(Exercise requirements):
Copy out each line below verbatim, skipping any picture.
Available data: Begin
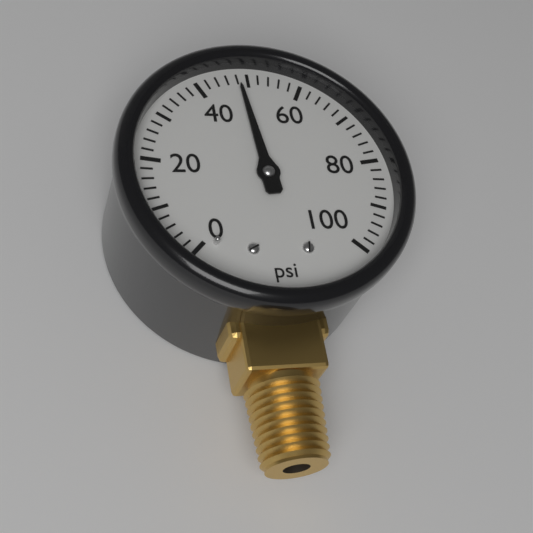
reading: 48 psi
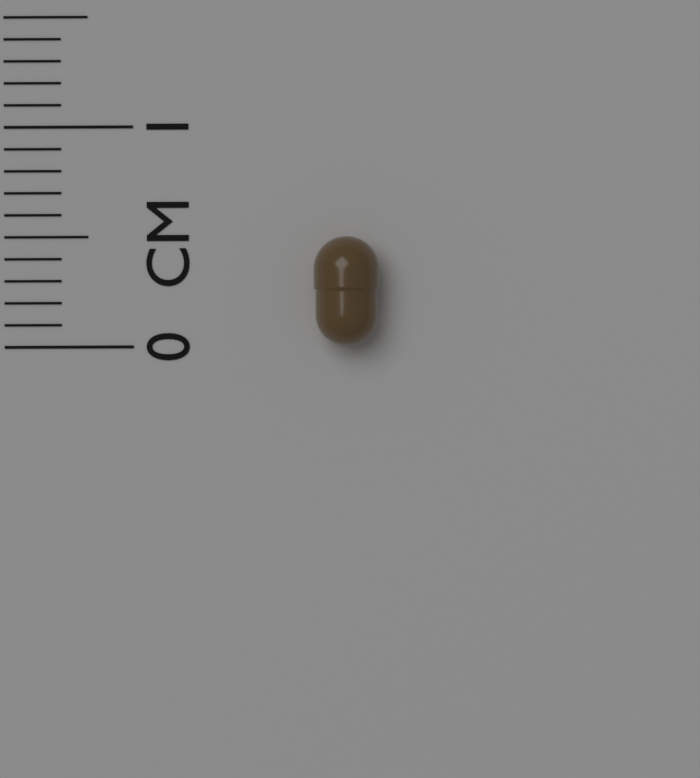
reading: 0.5 cm
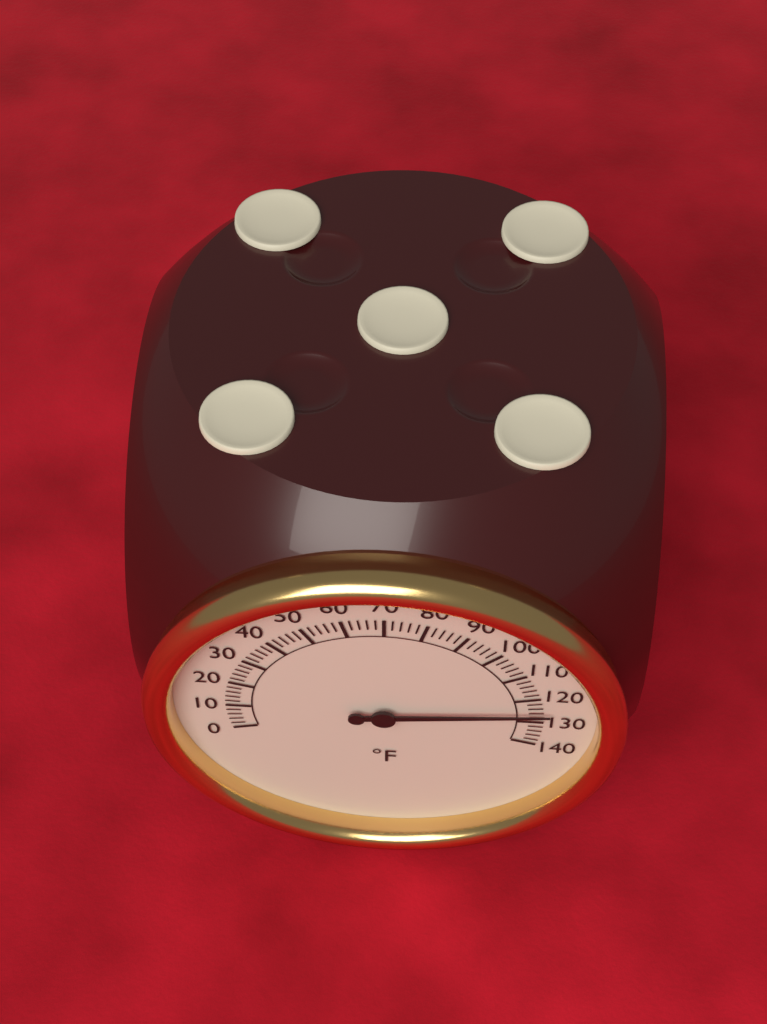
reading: 126 °F
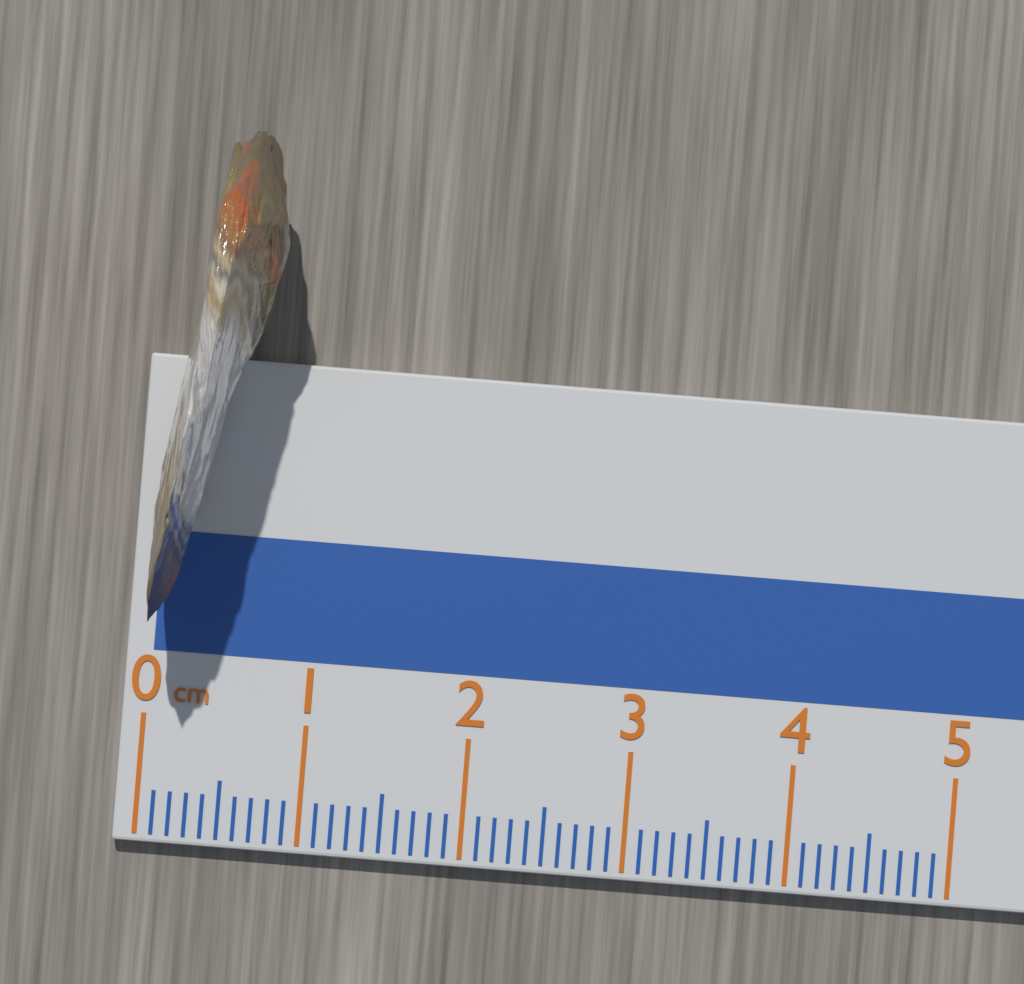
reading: 0.7 cm
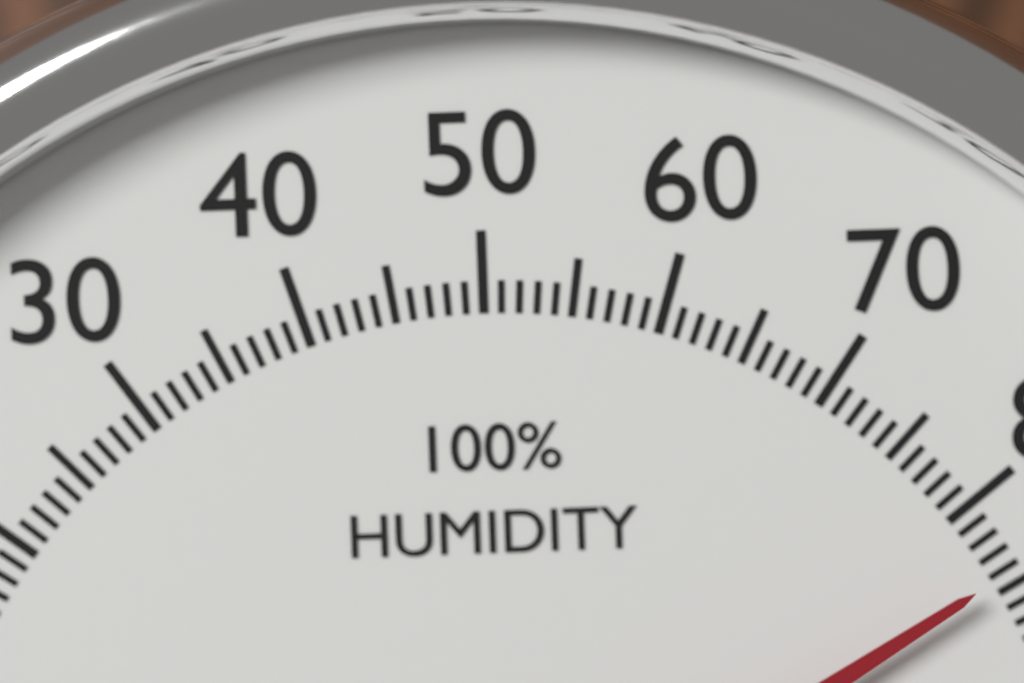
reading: 84 %
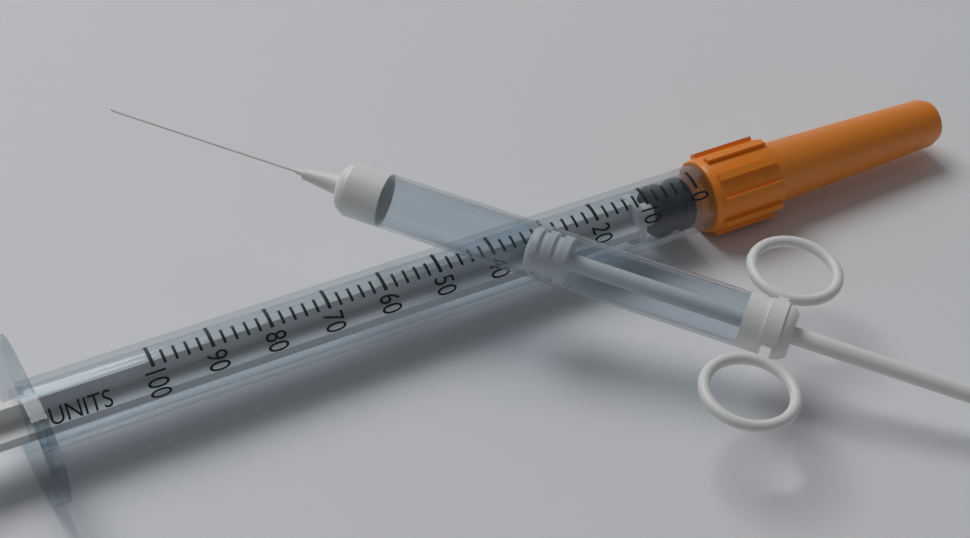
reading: 0 units
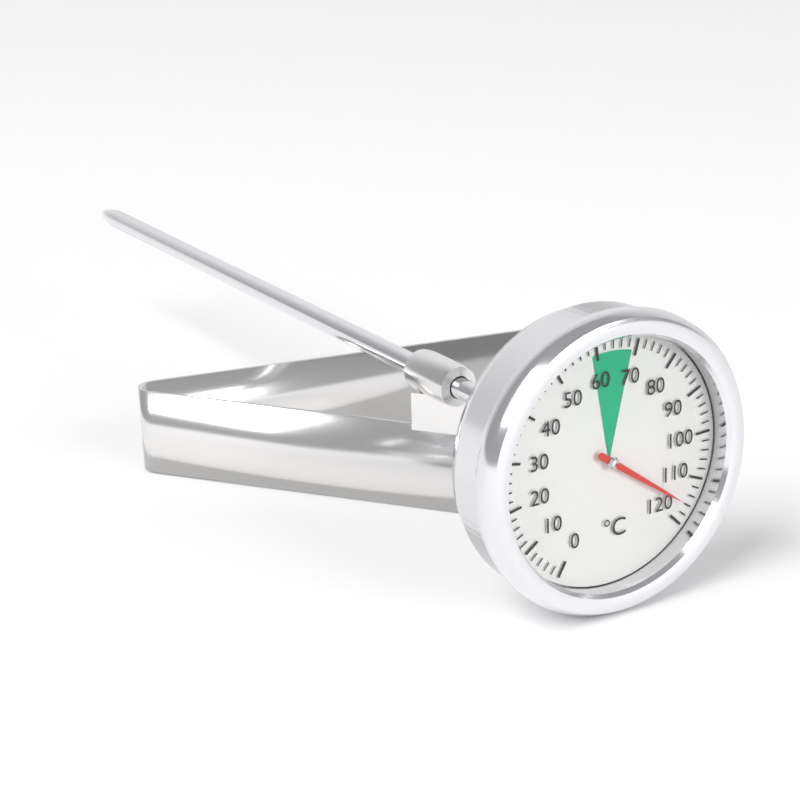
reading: 116 °C
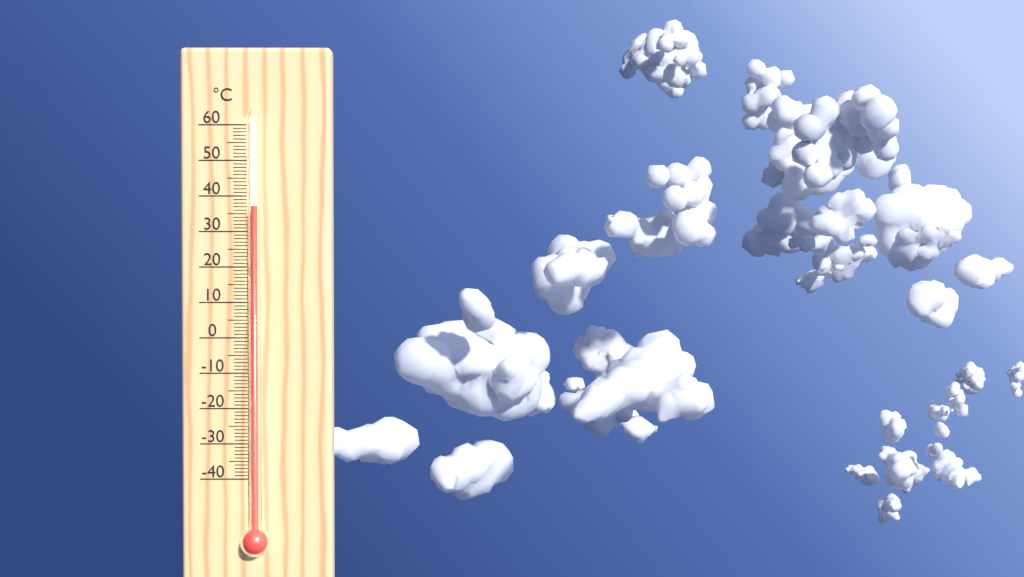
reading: 37 °C
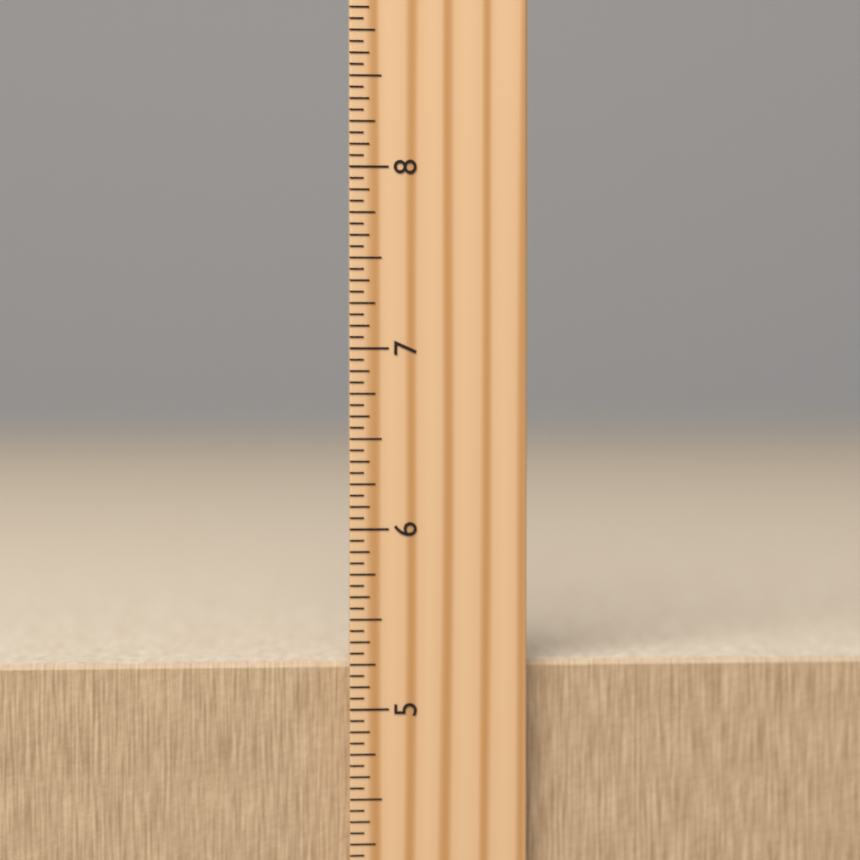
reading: 5.2500 inch
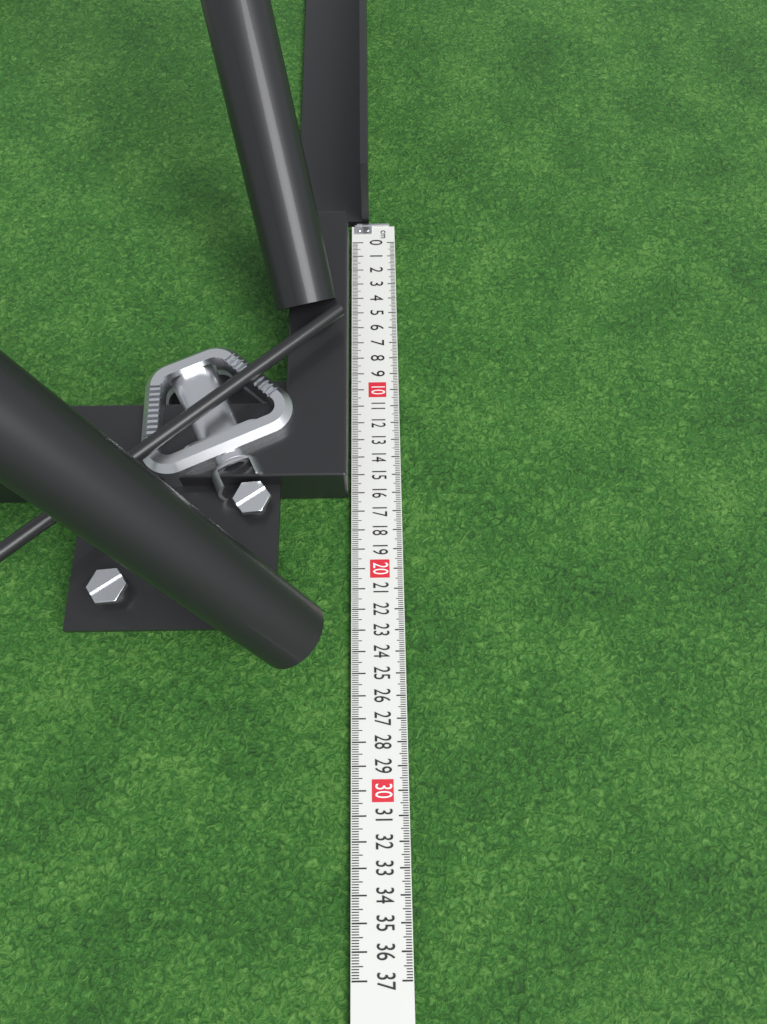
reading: 16.2 cm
Available data: End
(The answer):
reading: 48 psi
reading: 0.5 cm
reading: 126 °F
reading: 0.7 cm
reading: 84 %
reading: 0 units
reading: 116 °C
reading: 37 °C
reading: 5.2500 inch
reading: 16.2 cm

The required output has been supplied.